Culture: One has to have a tradition that maintains the standards that you want to define at your company and at your home. Culture is established by the people who compose your team and is carried on through those people. In my some forty years on Wall Street, only a very few firms consistently excelled, because they possessed a first rate culture. Unfortunately, bad management can destroy decades of culture in a matter of months.

 

Dependability: The ability to be relied upon. “A friend in need is a friend in deed.”

 

Empathy: The ability to walk in another person’s shoes. Empathy means seeing the world from another person’s perspective. Too many people give advice without walking in another person’s shoes.

 

Enthusiasm: Enthusiasm is the catalyst which motivates the team to succeed. 1000 mile trip begins with the first step.

 

Failure: Failure cannot be your final destination; rather, one can use it to shatter limits. It is a stepping-stone on your journey to greatness. My mother used to say “Winners never quit, and Quitters never win.”

 

Family: Your family is your primary team. It is as old as the Bible, “blood is thicker than water.”

 

Friendship: There is nothing more valuable than a true friend. Each friend represents a world in us, a world possibly not born until they arrive, and it is only by this meeting that a new world is born.

-----ANAÏS NIN


 

Guidance: We all need guidance (help) and we should work hard to find sources of guidance and well as learn how to give it. I am a great believer in seeking help of friends and employing the talents of specialists.

 

Imagination: The Greatest gift a parent can give to their child is the opportunity to imagine great things. 

"Some people see things as they are and say why? I dream things that never were and say why not?"

---Robert Kennedy

 

Integrity: Means doing what is right whether you are alone or with a group, doing the right thing no matter what the rewards of the consequences may be. It means putting your base of ethics into action. I loved being a bond trader, because “you lived and died by your word.”

 

Learning: Living is learning. Once you stop learning, you are no longer living. The key to learning is listening. You can learn from everyone and forever.

 

Motivation: The Extra push needed to reach a goal.

 

Next Play: Whatever you have just done is not nearly as important as what you are doing right now.

 

Passion: Passionate is extreme emotion. If you never give up, you can be empowered to get the job done. How many of us remember the story about the “little train?”

The train asked another engine, and another, only to hear excuses and be refused. In desperation, the train asked the little switch engine to draw it up the grade and down on the other side. "I think I can," puffed the little locomotive, and put itself in front of the great heavy train. As it went on the little engine kept bravely puffing faster and faster, "I think I can, I think I can, I think I can."

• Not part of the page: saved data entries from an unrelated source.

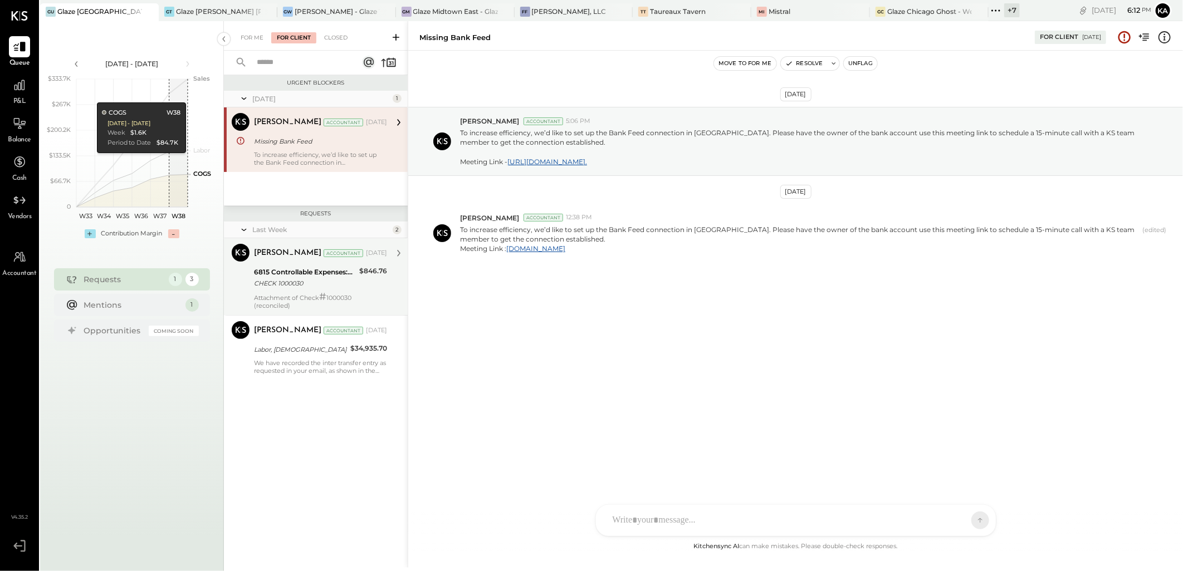 Image resolution: width=1183 pixels, height=571 pixels. I want to click on span: P&L, so click(19, 102).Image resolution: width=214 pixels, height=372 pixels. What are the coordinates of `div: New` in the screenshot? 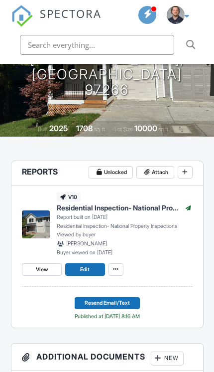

As it near the top of the grade, which had so discouraged the larger engines, it went more slowly. However, it still kept saying, "I--think--I--can, I--think--I--can." It reached the top by drawing out bravery and then went on down the grade, congratulating itself by saying, "I thought I could, I thought I could."


 

Poise: Keep your composure in spite of the circumstances.

 

Pride: Self-Respect and a feeling of satisfaction over an accomplishment ensure that what you have done will ensure that you will accomplish your task in the best manner possible.

 

Respect: Treat everyone the same. Shortly after my father died, I needed to get an inoculation in order to travel abroad. When the nurse gave me the shot, she commented that my father was such a caring gentleman. She raved about the time Dad spent with her talking about the wonders of Europe.

 

Selflessness: A Person does not become whole until they have become part of something bigger than themselves.